● **Stored items**
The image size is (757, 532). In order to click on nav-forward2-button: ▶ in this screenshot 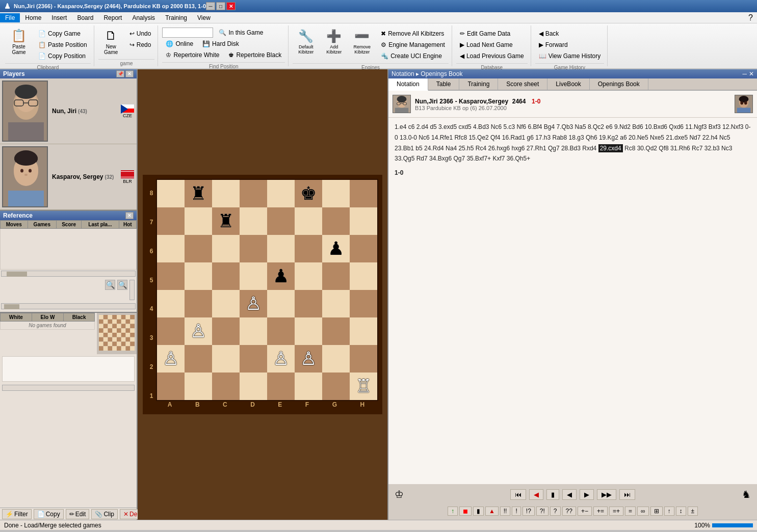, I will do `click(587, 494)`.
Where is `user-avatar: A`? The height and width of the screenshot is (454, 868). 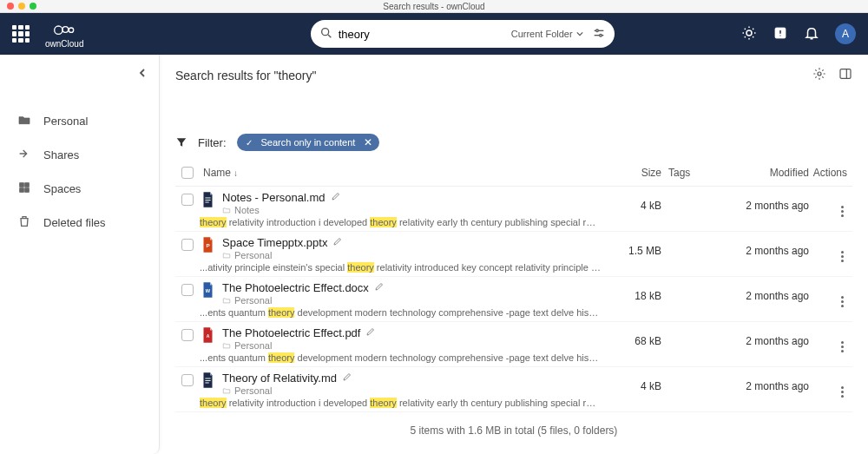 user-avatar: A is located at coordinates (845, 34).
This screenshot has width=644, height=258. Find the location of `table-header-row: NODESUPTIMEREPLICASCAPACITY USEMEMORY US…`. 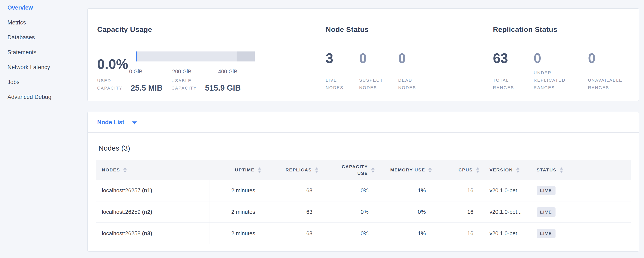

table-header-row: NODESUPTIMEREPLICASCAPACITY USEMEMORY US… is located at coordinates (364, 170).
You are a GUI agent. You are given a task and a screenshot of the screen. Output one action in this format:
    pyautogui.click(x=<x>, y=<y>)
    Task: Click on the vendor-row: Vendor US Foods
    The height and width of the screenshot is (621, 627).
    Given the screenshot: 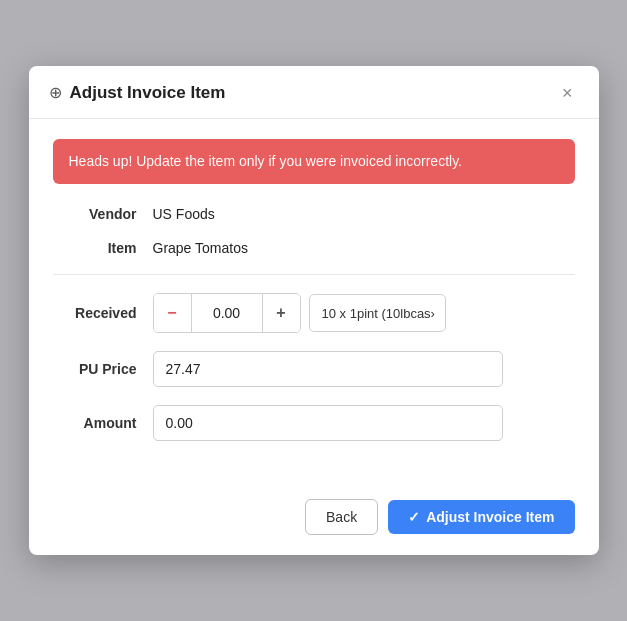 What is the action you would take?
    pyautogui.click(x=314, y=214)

● **Activity**
Using the data above, output the line that has "This screenshot has", the line that has "You are a GUI", and whatever lines fall between, each exactly as it stands and without pictures.

● **Exercise output**
This screenshot has width=644, height=258. Find the location of `table-header-row: NODESUPTIMEREPLICASCAPACITY USEMEMORY US…`. 

table-header-row: NODESUPTIMEREPLICASCAPACITY USEMEMORY US… is located at coordinates (364, 170).
You are a GUI agent. You are given a task and a screenshot of the screen. Output one action in this format:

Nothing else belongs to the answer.